When Richard Harris made a student film about the word ‘c*nt’ in his 60s: “Who the fuck are you?”

It should go without saying that veteran actors, especially those lauded as among the best of their generation who’ve had incredibly successful careers on stage and screen for decades, don’t appear in student films. Richard Harris did, though, and he had an absolute blast.

Rarely has the old adage of ‘if you don’t ask, you don’t get’ been truer than an ambitious student approaching an Academy Award-nominated, Golden Globe, and Grammy-winning legend of theatre and asking him if he wanted to recite a five-minute monologue about the origins of the word ‘cunt’.

To make matters even more incredulous, Harris was shooting Clint Eastwood’s Unforgiven at the time, and he made a point of returning to the set of the eventual ‘Best Picture’ winner and informing his co-stars, who included Morgan Freeman and Gene Hackman, of what a wonderful time he’d had.

While studying at California’s ArtCenter College of Design, aspiring filmmaker Ash Baron-Cohen, the cousin of Sacha, was pondering ideas for his latest academic work when he saw Harris lounging around on a hotel balcony, before boldly walking into the building and asking for his suite number. His request was granted, and the notorious hell-raiser was in typically cantankerous form.

“The first thing I hear is this unmistakable grandiose English voice saying, ‘Who the fuck are you?'” Cohen recalled, per IndieWire. “I said, ‘Look, you don’t know who I am. I’m a young English filmmaker making a student film, and I was wondering if I could have five minutes of your time to get some advice’. He said, ‘Meet me at nine in the morning, on the veranda, for breakfast tomorrow’, and he hung up the phone.”

During their meeting, Harris had a simple question that he wanted answered: “So exactly what the fuck do you want?” Cohen wondered if the decorated star would be interested in making a five-minute cameo in his student flick without any financial compensation, but the prospect of doing something for shits and giggles had its appeal.

“Look, I’m shooting Unforgiven right now,” he was told. “But I tell you what; you write me out a scene, and if I like it, I’ll do it. You won’t have to ask any questions of anyone; we’ll just do it.” Emboldened by the prospect of recruiting one of his generation’s best for free, Cohen decided to go for broke.

“I wrote out this scene about the origin of the word ‘cunt,'” he said. “Which came from Old English and was in Shakespeare and other works of English art. I thought, ‘Either he’s going to like it, or he’s going to headbutt me and force me to leave the hotel.'” Fortunately, Harris loved it, and agreed to shoot it the very next day.

All he needed to do was walk out of the ocean, stroll up to the camera, deliver his lines as written, and then saunter back into the sea and out of shot. It hardly stretched his acting muscles, but swapping the set of a studio-backed genre film for a no-budget student exercise made him feel like a little kid again.

“He called up Clint Eastwood and all his buddies from the hotel room, and was boasting about how he’d had so much fun and how this was what filmmaking was all about,” Cohen reflected. “I remember when I left, he still offered me cab fare to go home.” It was a Hail Mary on his part, but it worked out a treat.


Instructions to follow – The expected answer is every line of the material that contains the word "panel".
Segment Start: Records shown
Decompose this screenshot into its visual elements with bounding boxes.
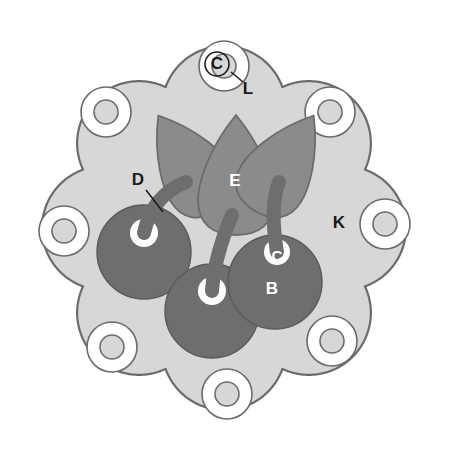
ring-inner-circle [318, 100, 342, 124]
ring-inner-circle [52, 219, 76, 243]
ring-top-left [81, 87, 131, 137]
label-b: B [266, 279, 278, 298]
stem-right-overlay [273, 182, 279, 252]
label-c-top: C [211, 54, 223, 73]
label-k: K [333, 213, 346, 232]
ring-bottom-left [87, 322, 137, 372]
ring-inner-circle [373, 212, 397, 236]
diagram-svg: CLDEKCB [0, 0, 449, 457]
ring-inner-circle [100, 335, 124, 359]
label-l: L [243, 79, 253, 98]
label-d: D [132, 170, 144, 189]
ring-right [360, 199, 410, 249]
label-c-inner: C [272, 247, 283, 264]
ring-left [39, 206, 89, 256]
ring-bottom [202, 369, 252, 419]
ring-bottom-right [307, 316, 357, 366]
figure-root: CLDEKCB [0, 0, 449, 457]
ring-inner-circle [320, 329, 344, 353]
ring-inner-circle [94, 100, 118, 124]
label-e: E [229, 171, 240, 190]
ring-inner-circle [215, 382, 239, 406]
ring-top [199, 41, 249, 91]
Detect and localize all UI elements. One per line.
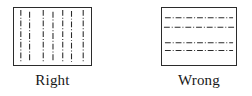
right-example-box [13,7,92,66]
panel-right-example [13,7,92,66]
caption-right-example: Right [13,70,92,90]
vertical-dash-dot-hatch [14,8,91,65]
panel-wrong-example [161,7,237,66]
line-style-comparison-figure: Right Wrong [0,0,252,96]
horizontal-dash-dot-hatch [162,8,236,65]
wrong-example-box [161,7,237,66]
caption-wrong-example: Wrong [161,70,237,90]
Segment End: Records shown
Segment Start: Records shown
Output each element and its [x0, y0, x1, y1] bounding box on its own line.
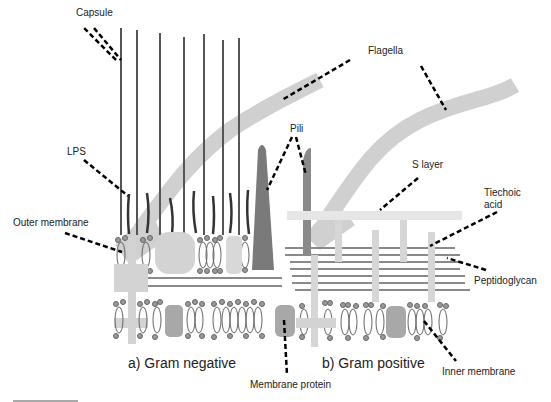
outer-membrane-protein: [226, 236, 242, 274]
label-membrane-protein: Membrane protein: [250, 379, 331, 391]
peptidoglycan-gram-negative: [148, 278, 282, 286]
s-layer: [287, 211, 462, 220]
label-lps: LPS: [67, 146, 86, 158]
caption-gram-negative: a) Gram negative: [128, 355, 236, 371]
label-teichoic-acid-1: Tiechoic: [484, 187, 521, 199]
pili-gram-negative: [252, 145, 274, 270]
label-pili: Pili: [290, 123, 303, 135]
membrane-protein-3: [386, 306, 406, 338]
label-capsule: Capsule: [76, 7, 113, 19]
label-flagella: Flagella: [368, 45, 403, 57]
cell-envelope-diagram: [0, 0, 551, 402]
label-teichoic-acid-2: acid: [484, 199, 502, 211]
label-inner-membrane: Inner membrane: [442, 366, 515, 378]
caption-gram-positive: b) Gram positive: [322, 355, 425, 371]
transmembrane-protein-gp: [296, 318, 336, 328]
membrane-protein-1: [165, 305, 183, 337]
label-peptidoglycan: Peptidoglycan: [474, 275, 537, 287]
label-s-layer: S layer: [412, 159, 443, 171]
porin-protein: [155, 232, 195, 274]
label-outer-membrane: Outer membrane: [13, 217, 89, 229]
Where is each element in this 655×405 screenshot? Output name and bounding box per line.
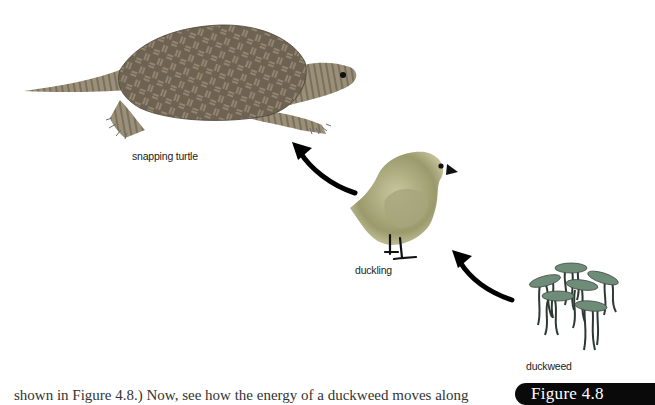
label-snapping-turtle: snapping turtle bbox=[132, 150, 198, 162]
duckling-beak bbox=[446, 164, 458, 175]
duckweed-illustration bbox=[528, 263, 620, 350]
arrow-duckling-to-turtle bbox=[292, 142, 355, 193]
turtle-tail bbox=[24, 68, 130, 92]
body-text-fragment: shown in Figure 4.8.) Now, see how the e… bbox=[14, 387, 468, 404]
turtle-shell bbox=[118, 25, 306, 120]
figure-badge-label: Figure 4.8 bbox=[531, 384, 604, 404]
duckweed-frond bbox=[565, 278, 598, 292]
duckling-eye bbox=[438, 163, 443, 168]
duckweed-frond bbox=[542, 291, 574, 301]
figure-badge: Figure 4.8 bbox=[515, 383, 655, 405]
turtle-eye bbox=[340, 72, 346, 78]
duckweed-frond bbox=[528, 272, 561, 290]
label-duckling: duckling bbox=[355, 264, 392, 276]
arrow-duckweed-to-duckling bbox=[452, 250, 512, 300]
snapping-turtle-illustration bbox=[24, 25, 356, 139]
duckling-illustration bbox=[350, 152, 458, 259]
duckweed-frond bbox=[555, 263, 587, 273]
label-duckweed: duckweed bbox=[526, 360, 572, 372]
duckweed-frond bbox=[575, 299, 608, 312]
Segment End: Records shown
Result of the exercise –
panel-right-example [13,7,92,66]
panel-wrong-example [161,7,237,66]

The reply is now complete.